Business Recorder (28/01/2026) - ISLAMABAD: The Ministry of Commerce is reportedly weighing the potential impact of the India–European Union (EU) Free Trade Agreement (FTA) on Pakistan’s exports to EU member states.

Well-informed sources told Business Recorder that Pakistan’s embassy in Brussels has shared its analysis of the likely implications of the India–EU trade deal with the government.

“Textiles and garment sector of India will get tariff relief, which are likely to make our exports more competitive.

However, it will take at least another year for the deal to take effect. Our textile exports might get diverted to US due to favourable tariff treatment. Currently India is subjected to almost 10 percent tariff on textiles while we enjoy zero tariff under GSP+,” said an insider.

READ MORE: Dar urges EU firms to exploit Pakistan’s investment potential

The deal is likely to face opposition from EU s civil society if EU lowers its guard on “sustainability” related issues like environment and labour rights

Pakistan Textile Council (PTC) Chairman Fawad Anwar has expressed serious concern over the agreement’s repercussions for Pakistan’s export-oriented textile and apparel sector, warning that the country’s already fragile competitiveness in the EU market now faces an existential threat.

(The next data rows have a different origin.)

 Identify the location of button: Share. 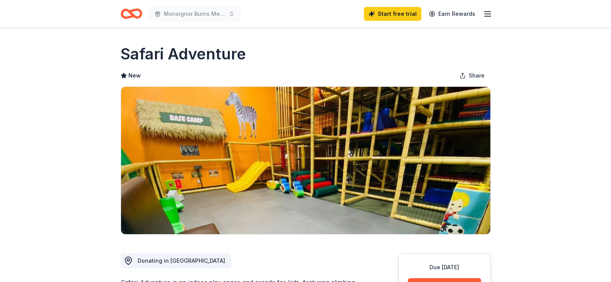
(472, 76). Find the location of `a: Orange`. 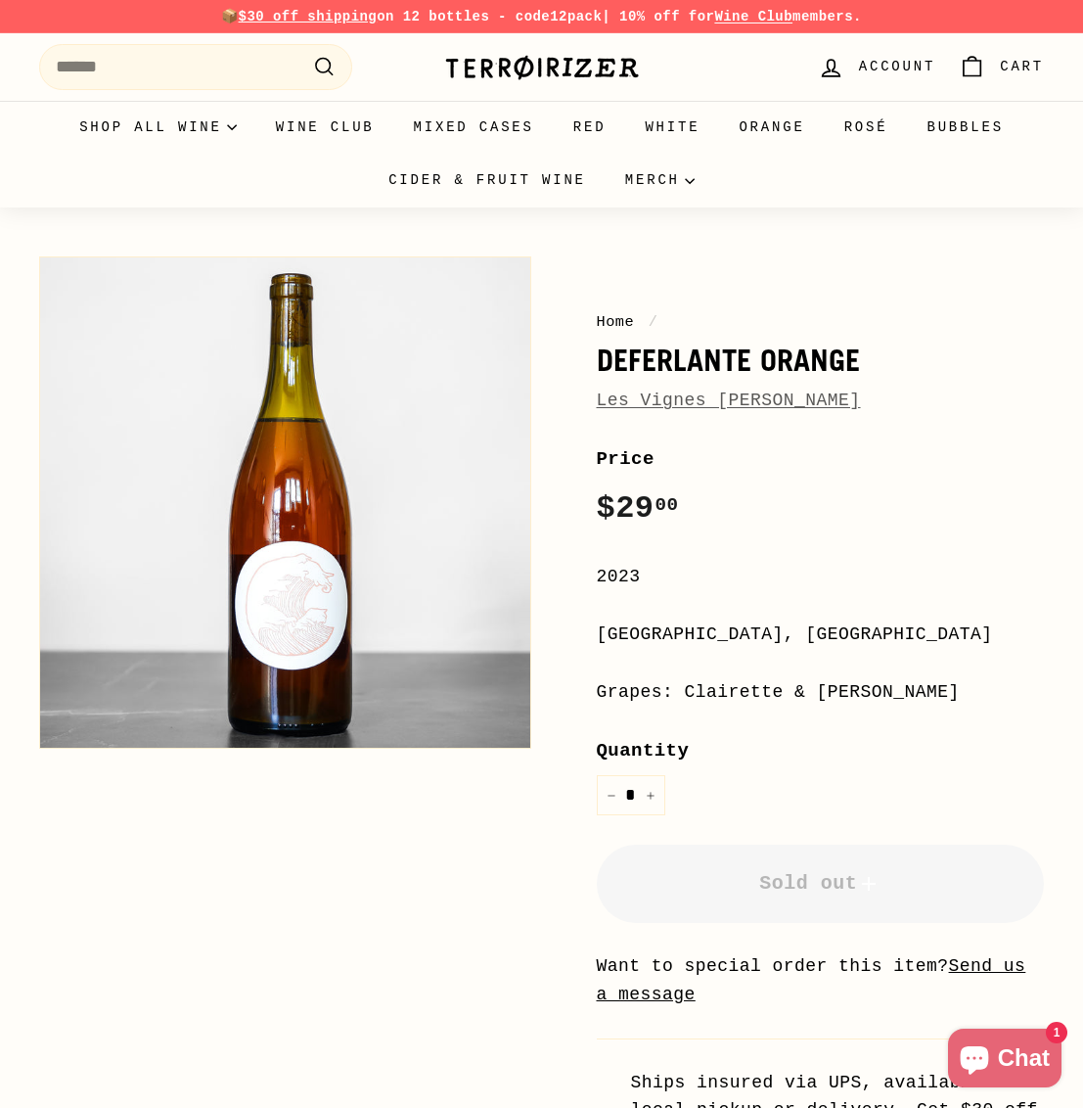

a: Orange is located at coordinates (771, 127).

He said Pakistan currently exports approximately USD9 billion worth of goods to the European Union, of which nearly 65 percent consists of value-added textile and apparel products. “Even before the India–EU FTA, Pakistan’s competitive edge over India in the EU market was extremely thin and largely preference-driven. That narrow margin is now at serious risk,” he cautioned.

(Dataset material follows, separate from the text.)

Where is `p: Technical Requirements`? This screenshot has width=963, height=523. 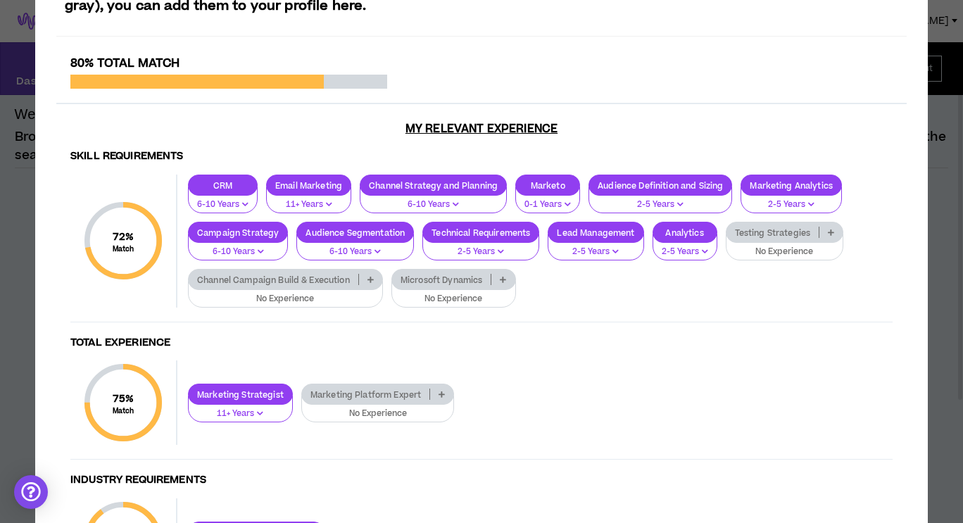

According to recent trade data, Pakistan’s total textile and apparel exports to the EU stood at USD6.2 billion in 2024, only marginally higher than India’s USD5.6 billion. “This gap was never structural,” Anwar noted. “It existed primarily because Pakistan enjoyed preferential access under GSP Plus, while India faced tariffs of up to 12 percent on apparel.”

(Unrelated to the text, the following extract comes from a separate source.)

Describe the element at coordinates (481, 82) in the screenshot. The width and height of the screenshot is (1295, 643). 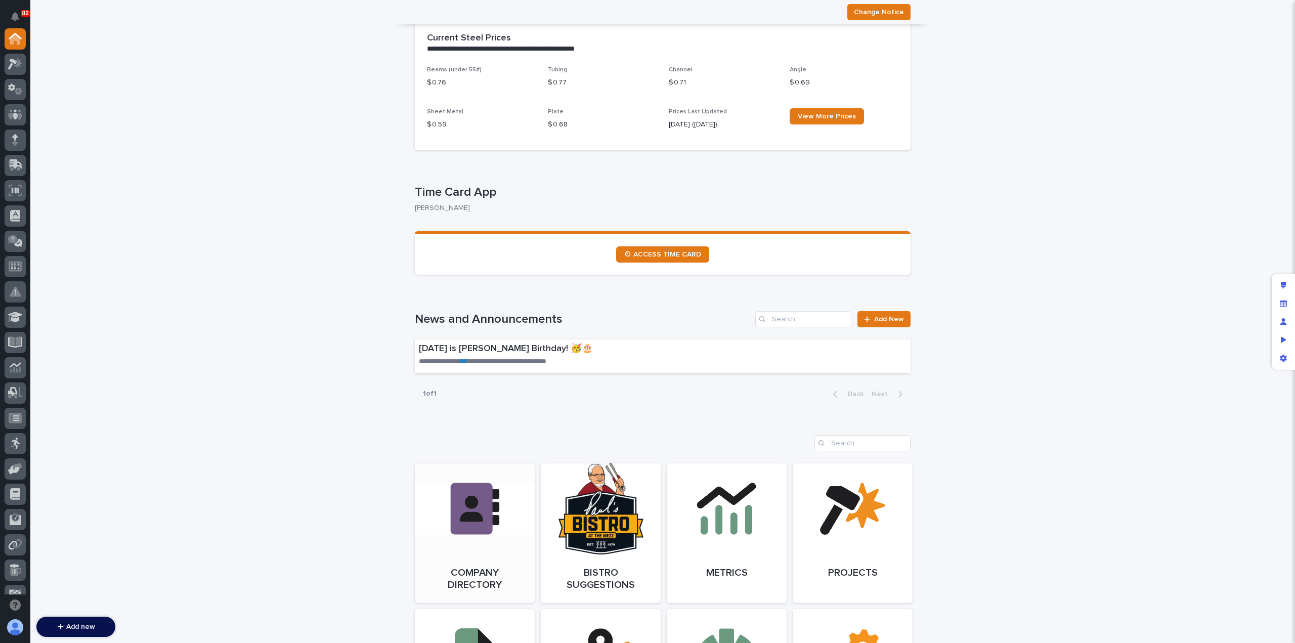
I see `p: $ 0.76` at that location.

“With the India–EU FTA granting zero-duty access to Indian garments across all tariff lines, that advantage has effectively disappeared,” he said. “At the same time, Pakistan’s GSP Plus status is under intense scrutiny, with the possibility of stricter conditions or even withdrawal. The combination of these developments places Pakistan’s EU exports in a highly vulnerable position.”

Anwar emphasized that India is now expected to rapidly expand its EU market share, supported not only by tariff elimination but also by lower energy costs, more competitive wage structures, strong support for man-made fibres and aggressive industrial incentive schemes. “In contrast, Pakistan’s exporters are being squeezed by uncompetitive energy tariffs, rising minimum wages disconnected from productivity, and a heavy and complex tax burden,” he added.

He warned that without immediate corrective measures, Pakistan risks losing hard-earned EU market share, particularly in value-added segments such as knitwear, woven apparel and made-ups, which form the backbone of industrial employment and foreign exchange earnings.

“The government must recognize that this is no longer a future risk — it is a present danger,” Anwar stressed. “If critical cost-of-doing-business issues are not urgently addressed, Pakistan’s $9 billion export relationship with the EU could erode rapidly, with severe consequences for jobs, investment and external account stability.”

The Chairman PTC called upon the Government to immediately: (I) Reduce tax incidence on export-oriented manufacturing; (ii) revisit wage policies to align them with productivity and competitiveness; (iii) rationalize industrial energy tariffs to regional benchmarks; and (iv) adopt an export emergency approach focused on retaining EU market share

“Preferential access alone cannot sustain exports,” he said, adding that without decisive domestic reforms, Pakistan will struggle to compete in a post-FTA EU market where efficiency, scale, and cost competitiveness — not sympathy — will determine sourcing decisions.”